Comment by stared
The longer I read the article, the more "stiffness" feels like mass. In Lagrangians, the quantity saying how stiff it is is precisely the mass term, vide https://en.wikipedia.org/wiki/Scalar_field_theory.
At the same time, the author does not give any different definition; he says it's "stiffness". In the comment, he writes:
> The use of a notion of “stiffness” as a way to describe what’s going on is indeed my personal invention. Physicists usually just call the (S^2 phi) part of the equation a “mass term.” But that’s jargon, since this thing doesn’t give mass to the field; it just gives mass to its particles, which exist only in the context of quantum physics. The word “mass term” also doesn’t explain what’s going on physically. My view is that “stiffness” conveys the basic physical sense of what is happening to the field, an effect it has even without accounting for quantum physics.
So well, it is mass. Maybe not mass one may think about (in physics, especially Quantum Field Theory, there are a few notions of mass, which are not the same as what we set on a scale), but I feel the author is overzealous about not calling it "mass (term)".
So, I am not convinced unless the author shows a way to have massive particles carrying a long-term interaction (AFAIK, not possible) or massless particles giving rise to short-term interactions (here, I don't know QFT enough so that it might be possible). But the burden of proof is on the inventor of the new term.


# Task requirements
In the listing below, find each line with the string "bladder" and return it.

# Records provided
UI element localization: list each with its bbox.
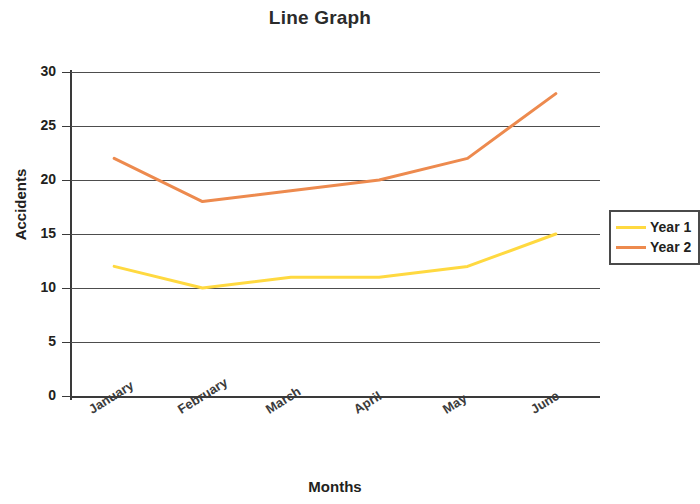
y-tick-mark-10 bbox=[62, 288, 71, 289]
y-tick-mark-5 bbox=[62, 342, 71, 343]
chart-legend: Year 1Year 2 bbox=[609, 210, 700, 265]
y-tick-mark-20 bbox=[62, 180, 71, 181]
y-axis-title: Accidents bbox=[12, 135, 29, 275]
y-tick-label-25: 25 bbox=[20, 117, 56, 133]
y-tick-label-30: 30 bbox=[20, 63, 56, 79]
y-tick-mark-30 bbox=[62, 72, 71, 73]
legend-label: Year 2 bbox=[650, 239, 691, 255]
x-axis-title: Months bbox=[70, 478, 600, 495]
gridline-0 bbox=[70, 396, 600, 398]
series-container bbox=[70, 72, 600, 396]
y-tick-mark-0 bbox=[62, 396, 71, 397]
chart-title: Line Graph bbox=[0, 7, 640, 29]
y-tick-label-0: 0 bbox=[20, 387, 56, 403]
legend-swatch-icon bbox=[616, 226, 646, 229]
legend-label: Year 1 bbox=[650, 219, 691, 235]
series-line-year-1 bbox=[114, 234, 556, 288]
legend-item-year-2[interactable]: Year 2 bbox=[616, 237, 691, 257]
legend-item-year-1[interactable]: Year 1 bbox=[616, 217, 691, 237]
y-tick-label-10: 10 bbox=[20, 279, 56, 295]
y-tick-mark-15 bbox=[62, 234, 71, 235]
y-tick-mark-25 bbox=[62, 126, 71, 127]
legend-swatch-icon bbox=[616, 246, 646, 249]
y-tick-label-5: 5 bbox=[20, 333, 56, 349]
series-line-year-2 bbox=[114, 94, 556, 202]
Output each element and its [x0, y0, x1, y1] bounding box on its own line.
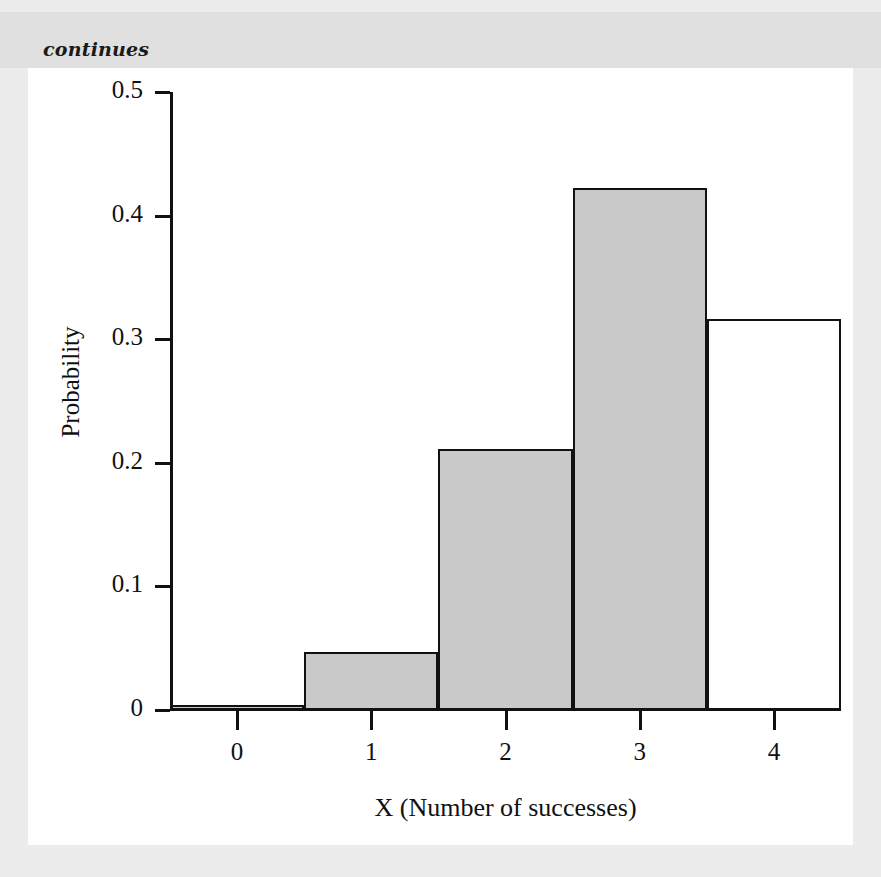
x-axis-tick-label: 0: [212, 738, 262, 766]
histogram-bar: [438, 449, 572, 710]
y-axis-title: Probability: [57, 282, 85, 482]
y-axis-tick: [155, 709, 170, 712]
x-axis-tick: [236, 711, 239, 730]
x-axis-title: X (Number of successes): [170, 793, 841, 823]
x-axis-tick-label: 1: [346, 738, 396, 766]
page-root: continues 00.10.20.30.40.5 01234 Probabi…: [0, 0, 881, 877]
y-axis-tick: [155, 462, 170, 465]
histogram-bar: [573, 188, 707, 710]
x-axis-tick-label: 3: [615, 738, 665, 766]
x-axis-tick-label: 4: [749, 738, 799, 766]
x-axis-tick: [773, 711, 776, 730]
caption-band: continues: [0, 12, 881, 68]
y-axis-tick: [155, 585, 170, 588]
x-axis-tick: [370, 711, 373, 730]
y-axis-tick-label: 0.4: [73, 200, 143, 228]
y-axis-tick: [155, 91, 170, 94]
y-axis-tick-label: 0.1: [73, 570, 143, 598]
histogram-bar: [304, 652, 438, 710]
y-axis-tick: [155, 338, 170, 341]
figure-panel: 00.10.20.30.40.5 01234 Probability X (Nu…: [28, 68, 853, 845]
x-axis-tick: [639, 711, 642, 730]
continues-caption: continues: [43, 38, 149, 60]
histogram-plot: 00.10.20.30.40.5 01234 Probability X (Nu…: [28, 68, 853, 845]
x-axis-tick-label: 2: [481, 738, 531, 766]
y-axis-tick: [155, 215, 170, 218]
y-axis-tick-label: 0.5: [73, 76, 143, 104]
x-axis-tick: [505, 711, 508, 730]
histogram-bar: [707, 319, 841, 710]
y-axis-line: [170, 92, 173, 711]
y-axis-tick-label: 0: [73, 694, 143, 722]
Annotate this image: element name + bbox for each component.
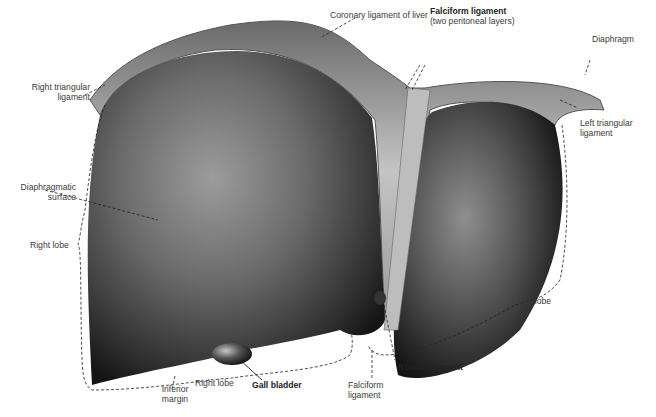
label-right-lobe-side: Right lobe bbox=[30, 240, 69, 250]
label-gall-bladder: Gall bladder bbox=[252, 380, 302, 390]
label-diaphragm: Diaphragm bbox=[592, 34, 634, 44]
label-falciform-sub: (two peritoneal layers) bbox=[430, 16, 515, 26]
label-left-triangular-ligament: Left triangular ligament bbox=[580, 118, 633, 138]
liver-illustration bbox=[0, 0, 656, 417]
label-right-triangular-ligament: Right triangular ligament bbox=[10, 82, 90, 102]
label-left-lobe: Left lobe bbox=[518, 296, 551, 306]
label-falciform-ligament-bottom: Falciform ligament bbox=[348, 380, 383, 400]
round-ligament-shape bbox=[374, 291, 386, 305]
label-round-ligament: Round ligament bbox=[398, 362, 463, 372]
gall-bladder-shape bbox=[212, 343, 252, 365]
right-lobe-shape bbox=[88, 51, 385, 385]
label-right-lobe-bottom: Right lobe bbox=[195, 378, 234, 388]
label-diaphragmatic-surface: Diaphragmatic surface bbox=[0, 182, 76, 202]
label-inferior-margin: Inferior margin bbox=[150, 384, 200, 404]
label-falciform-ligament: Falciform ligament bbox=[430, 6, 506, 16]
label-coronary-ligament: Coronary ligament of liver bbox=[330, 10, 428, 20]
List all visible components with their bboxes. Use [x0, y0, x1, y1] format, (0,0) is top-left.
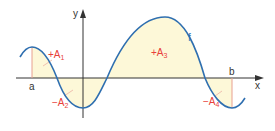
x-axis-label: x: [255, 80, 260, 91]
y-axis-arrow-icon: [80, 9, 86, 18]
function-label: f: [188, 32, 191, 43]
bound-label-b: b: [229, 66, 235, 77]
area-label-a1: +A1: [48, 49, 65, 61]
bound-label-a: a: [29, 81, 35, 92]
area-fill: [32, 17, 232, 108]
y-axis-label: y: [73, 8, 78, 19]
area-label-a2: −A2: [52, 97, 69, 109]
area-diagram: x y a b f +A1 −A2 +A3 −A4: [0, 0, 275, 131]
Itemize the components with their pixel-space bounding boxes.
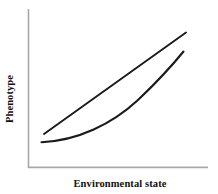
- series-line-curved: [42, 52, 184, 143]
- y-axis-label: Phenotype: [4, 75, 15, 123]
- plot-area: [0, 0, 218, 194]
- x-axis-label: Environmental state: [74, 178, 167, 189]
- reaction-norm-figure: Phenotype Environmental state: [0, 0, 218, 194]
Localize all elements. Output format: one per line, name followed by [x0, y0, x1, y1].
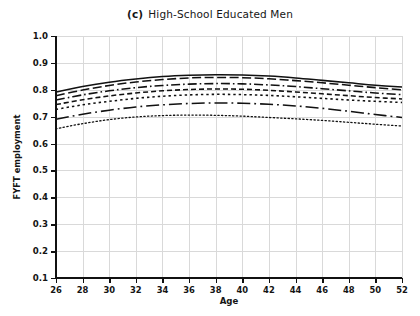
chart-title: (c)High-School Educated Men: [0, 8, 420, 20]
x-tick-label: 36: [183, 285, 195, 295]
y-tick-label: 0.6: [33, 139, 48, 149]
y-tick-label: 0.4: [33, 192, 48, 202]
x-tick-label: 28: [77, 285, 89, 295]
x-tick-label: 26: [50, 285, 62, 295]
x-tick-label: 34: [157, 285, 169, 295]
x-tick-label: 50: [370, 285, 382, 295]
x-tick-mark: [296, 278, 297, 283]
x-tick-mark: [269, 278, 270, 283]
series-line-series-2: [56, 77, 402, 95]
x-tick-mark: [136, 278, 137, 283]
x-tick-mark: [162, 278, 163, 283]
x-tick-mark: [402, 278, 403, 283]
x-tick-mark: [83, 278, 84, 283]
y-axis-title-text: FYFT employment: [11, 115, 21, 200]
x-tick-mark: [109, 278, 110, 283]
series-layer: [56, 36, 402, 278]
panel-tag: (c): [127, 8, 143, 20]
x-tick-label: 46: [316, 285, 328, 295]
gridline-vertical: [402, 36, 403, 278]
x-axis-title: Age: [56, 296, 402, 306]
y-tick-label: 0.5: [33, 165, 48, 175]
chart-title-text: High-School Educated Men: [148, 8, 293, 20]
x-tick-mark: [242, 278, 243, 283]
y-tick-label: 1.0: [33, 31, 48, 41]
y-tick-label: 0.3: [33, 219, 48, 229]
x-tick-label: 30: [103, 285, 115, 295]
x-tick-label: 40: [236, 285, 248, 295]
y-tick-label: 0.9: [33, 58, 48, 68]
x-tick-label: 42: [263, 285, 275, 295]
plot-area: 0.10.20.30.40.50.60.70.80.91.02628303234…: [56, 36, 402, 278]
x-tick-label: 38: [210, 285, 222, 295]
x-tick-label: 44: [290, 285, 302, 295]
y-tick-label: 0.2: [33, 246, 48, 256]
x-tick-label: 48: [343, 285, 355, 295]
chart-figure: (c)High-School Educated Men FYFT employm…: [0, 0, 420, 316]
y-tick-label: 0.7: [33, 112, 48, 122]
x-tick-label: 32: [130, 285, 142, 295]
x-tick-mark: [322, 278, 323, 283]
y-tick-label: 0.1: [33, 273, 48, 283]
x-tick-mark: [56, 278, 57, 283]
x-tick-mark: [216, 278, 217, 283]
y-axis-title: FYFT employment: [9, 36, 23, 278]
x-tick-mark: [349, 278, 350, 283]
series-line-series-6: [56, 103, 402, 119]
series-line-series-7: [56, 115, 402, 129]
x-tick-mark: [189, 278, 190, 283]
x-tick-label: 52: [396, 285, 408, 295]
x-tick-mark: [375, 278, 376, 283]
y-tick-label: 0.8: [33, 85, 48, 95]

# Written solution
label-gall-bladder: Gall bladder bbox=[252, 380, 302, 390]
gall-bladder-shape bbox=[212, 343, 252, 365]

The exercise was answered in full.